Similarly, the incumbent Communication and Information Secretary, Krishna Bahadur Raut, and joint-secretary at the Home Ministry Sushil Vaidya have also been charged in the case.
An investigation of the Central Investigation Bureau showed that the four Cabinet decisions made on the proposal of the ministers from April 2010 to October 2012 paved the way for the transfer of government land into private partnership. However, the Nepal Police named former prime ministers Madhav Kumar Nepal and Baburam Bhattarai, whose Cabinet had made the decision on the Lalita Niwas land, only as witnesses in their report. The CIB had recorded the statements of Nepal and Bhattarai after it was rebuked by the Supreme Court for leaving out the higher level of the pyramid.
The Kathmandu Government Attorney Office has presented the written statement of former PMs Nepal and Bhattarai as evidence and witness to the crime.
It is noteworthy that the Commission for the Investigation of Abuse of Authority had earlier decided against filing corruption charges against the former prime ministers, citing that it was out of their jurisdiction to challenge a Cabinet decision.

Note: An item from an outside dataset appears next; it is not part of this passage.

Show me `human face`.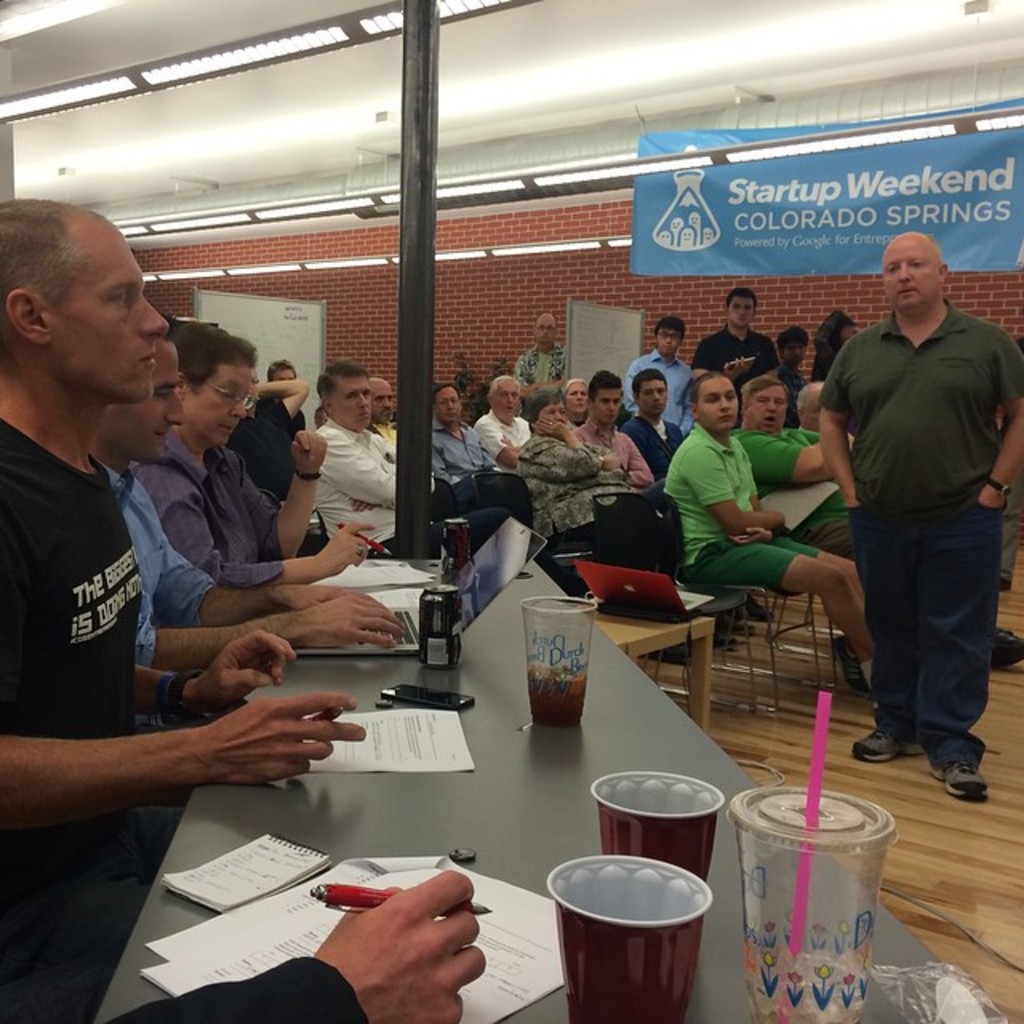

A government-formed investigative committee chaired by former secretary Sharada Prasad Trital, in December 2018, observed in its report that Lalita Niwas was under the government's rightful ownership.
The committee concluded that a series of Cabinet decisions spanning multiple prime ministers had contributed to the unauthorised transfer of Lalita Niwas land into private ownership.
The Lalita Niwas area was at first owned by the Rana regime and early stage of the Panchayat era. After the 1961 coup by the then king Mahendra Shah, the government confiscated 14 ropanis of land belonging to Nepali Congress leader Subarna Shumsher Rana. Subsequently, the government obtained 285 ropanis of Subarna Shumsher Rana's Baluwatar land by compensating the owners.
Of this land, 172 ropanis now host significant structures, including the official residences of the PM, chief justice, speaker and the central office of Nepal Rastra Bank.
Detectives have alleged that 113 ropani land of Lalita Niwas was transferred to private ownerships in four different stages through collusion with the Land Revenue Office staff, land mafia, political leaders and businessmen.
A version of this article appears in the print on August 28, 2023, of The Himalayan Times.